Large delegations from Japan and South Korea are expected at the Eastern Economic Forum.
Smituk Yuriy/ TASSRussian President Vladimir Putin, Japanese Prime Minister Shinzo Abe, and South Korean President Park Geun-hye will attend the Eastern Economic Forum (EEF), which begins in Vladivostok on September 2. According to the Kommersant newspaper, the Chinese delegation will be headed by a significantly lower-ranking official, Chen Changzhi, Vice Chairman of the Standing Committee of the National People's Congress. Moreover, the publication reports that the heads of the Chinese provinces that border Russia, Jilin and Heilongjiang, will not participate in the forum.
Experts see this as a sign of Russia diversifying its Asian economic policy and moving away from its Sino-centric approach to attracting foreign investment.
“Discussions about numerous agreements with China over the last few years have not brought the positive results that the Russian government was expecting,” says Mikhail Poddubsky, an analyst with TeleTrade.
On the eve of the forum in Vladivostok the Japanese government said it was increasing economic engagement with Russia, even if the Southern Kuril Island territorial dispute remained unsolved.
The Russian-Japanese Business Council has formed a pool of Russian investment projects to be developed with Japanese partners, and more than 200 Russian companies are participating in this pool, Council Chairman Alexei Repik says.
“Japanese Prime Minister Shinzo Abe also pays steadfast attention to the development of b2b cooperation,” Repik adds. “The Russian-Japanese business platform is constantly active, focusing on concrete questions that arise during the interaction between entrepreneurs from both countries.”
At the same time, several factors are impeding progress when it comes to China. “For China the main problem is the clear slowdown of the export sector,” says Sergei Khestanov, an analyst with Otkrytie Broker. He attributes the lukewarm Chinese response to the EEF to this slowdown.
“The Chinese have proven to be hard negotiators with Russia,” Khestanov adds. “It took nine years of talks before a memorandum of understanding for Gazprom to supply gas to China was signed.”
“Now China is concentrating more on signing trade and investment agreements with the U.S.,” says Georgy Vaschenko, an analyst with
Freedom Finance. “Furthermore, the country is preparing more for the G20 Summit.” The annual summit of the world’s largest economies will be held immediately after the Russian forum on September 4-5 in the Chinese city of Hangzhou.
During the last forum in Vladivostok, 80 investment contracts for a total sum of 1.3 trillion rubles ($20 billion) were signed. Among them was an agreement on the construction of the Amur gas plant with a 49-billion cubic meter annual capacity.
“The Eastern Economic Forum's main aim is to promote interest among foreign partners in Russian projects,” says Khestanov.
Timur Nigmattulin, a financial analyst with Finam Holding, says many framework agreements and memorandums of understanding should be signed at the forum. St least 35 large projects will be presented at the EEF, he adds.
“The forum is important politically as a demonstration of the readiness of international investors to enter Russia,” says Freedom Finance analyst Vaschenko. He believes that Asian markets have a more favorable attitude to Russian projects than their Western counterparts. The forum will also demonstrate innovational projects, Vaschenko adds.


What to produce >> In the records below, find each line holding the word "bracket" and copy it.

Material provided >>
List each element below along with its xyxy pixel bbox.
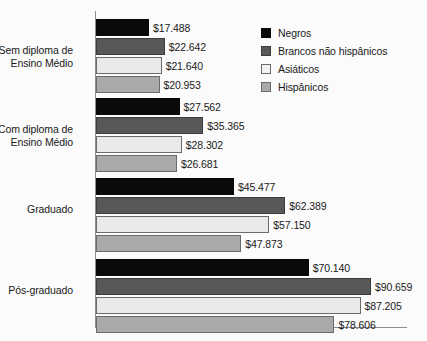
bar-row: $78.606 [96, 316, 407, 333]
chart-legend: NegrosBrancos não hispânicosAsiáticosHis… [261, 24, 421, 96]
legend-swatch-brancos-nao-hispanicos-icon [261, 46, 271, 56]
bar-row: $87.205 [96, 297, 407, 314]
legend-item[interactable]: Hispânicos [261, 78, 421, 96]
bar-value-label: $27.562 [184, 101, 221, 112]
bar-value-label: $26.681 [181, 158, 218, 169]
bar-row: $62.389 [96, 197, 407, 214]
bar-hisp-nicos [96, 235, 241, 252]
bar-hisp-nicos [96, 155, 177, 172]
bar-value-label: $57.150 [273, 219, 310, 230]
bar-row: $45.477 [96, 178, 407, 195]
bar-negros [96, 259, 309, 276]
category-label: Pós-graduado [0, 284, 73, 297]
bar-row: $35.365 [96, 117, 407, 134]
bar-group: Com diploma de Ensino Médio$27.562$35.36… [96, 98, 407, 174]
bar-value-label: $78.606 [338, 319, 375, 330]
category-label: Sem diploma de Ensino Médio [0, 44, 73, 70]
bar-row: $26.681 [96, 155, 407, 172]
bar-row: $57.150 [96, 216, 407, 233]
bar-value-label: $28.302 [186, 139, 223, 150]
bar-row: $47.873 [96, 235, 407, 252]
bar-value-label: $70.140 [313, 262, 350, 273]
bar-value-label: $45.477 [238, 181, 275, 192]
bar-chart: Sem diploma de Ensino Médio$17.488$22.64… [0, 0, 427, 341]
bar-value-label: $87.205 [365, 300, 402, 311]
bar-row: $27.562 [96, 98, 407, 115]
bar-group: Pós-graduado$70.140$90.659$87.205$78.606 [96, 259, 407, 335]
legend-swatch-negros-icon [261, 28, 271, 38]
bar-row: $70.140 [96, 259, 407, 276]
bar-value-label: $17.488 [153, 22, 190, 33]
bar-brancos-n-o-hisp-nicos [96, 117, 203, 134]
bar-brancos-n-o-hisp-nicos [96, 278, 371, 295]
bar-brancos-n-o-hisp-nicos [96, 197, 285, 214]
bar-value-label: $35.365 [207, 120, 244, 131]
category-label: Com diploma de Ensino Médio [0, 123, 73, 149]
bar-negros [96, 19, 149, 36]
legend-label: Asiáticos [278, 63, 319, 75]
legend-swatch-hispanicos-icon [261, 82, 271, 92]
bar-asi-ticos [96, 57, 162, 74]
bar-negros [96, 178, 234, 195]
bar-group: Graduado$45.477$62.389$57.150$47.873 [96, 178, 407, 254]
bar-asi-ticos [96, 297, 361, 314]
bar-negros [96, 98, 180, 115]
bar-value-label: $90.659 [375, 281, 412, 292]
bar-value-label: $62.389 [289, 200, 326, 211]
bar-hisp-nicos [96, 316, 334, 333]
bar-value-label: $20.953 [164, 79, 201, 90]
legend-item[interactable]: Brancos não hispânicos [261, 42, 421, 60]
bar-asi-ticos [96, 136, 182, 153]
legend-item[interactable]: Negros [261, 24, 421, 42]
legend-swatch-asiaticos-icon [261, 64, 271, 74]
bar-value-label: $47.873 [245, 238, 282, 249]
bar-brancos-n-o-hisp-nicos [96, 38, 165, 55]
legend-item[interactable]: Asiáticos [261, 60, 421, 78]
bar-value-label: $21.640 [166, 60, 203, 71]
bar-value-label: $22.642 [169, 41, 206, 52]
legend-label: Brancos não hispânicos [278, 45, 387, 57]
bar-hisp-nicos [96, 76, 160, 93]
bar-row: $90.659 [96, 278, 407, 295]
category-label: Graduado [0, 203, 73, 216]
legend-label: Hispânicos [278, 81, 328, 93]
legend-label: Negros [278, 27, 311, 39]
bar-asi-ticos [96, 216, 269, 233]
bar-row: $28.302 [96, 136, 407, 153]
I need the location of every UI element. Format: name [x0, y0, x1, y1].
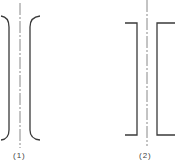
- figure-2: [125, 0, 175, 146]
- curved-bracket-left: [1, 16, 9, 140]
- figure-2-label: (2): [139, 151, 152, 160]
- figure-1-label: (1): [13, 151, 26, 160]
- square-bracket-left: [125, 23, 137, 135]
- diagram-canvas: [0, 0, 175, 163]
- square-bracket-right: [157, 23, 175, 135]
- figure-1: [1, 3, 40, 148]
- curved-bracket-right: [30, 16, 40, 140]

Exercise output >>
- curved-bracket-left: [1, 16, 9, 140]
- square-bracket-left: [125, 23, 137, 135]
- square-bracket-right: [157, 23, 175, 135]
- curved-bracket-right: [30, 16, 40, 140]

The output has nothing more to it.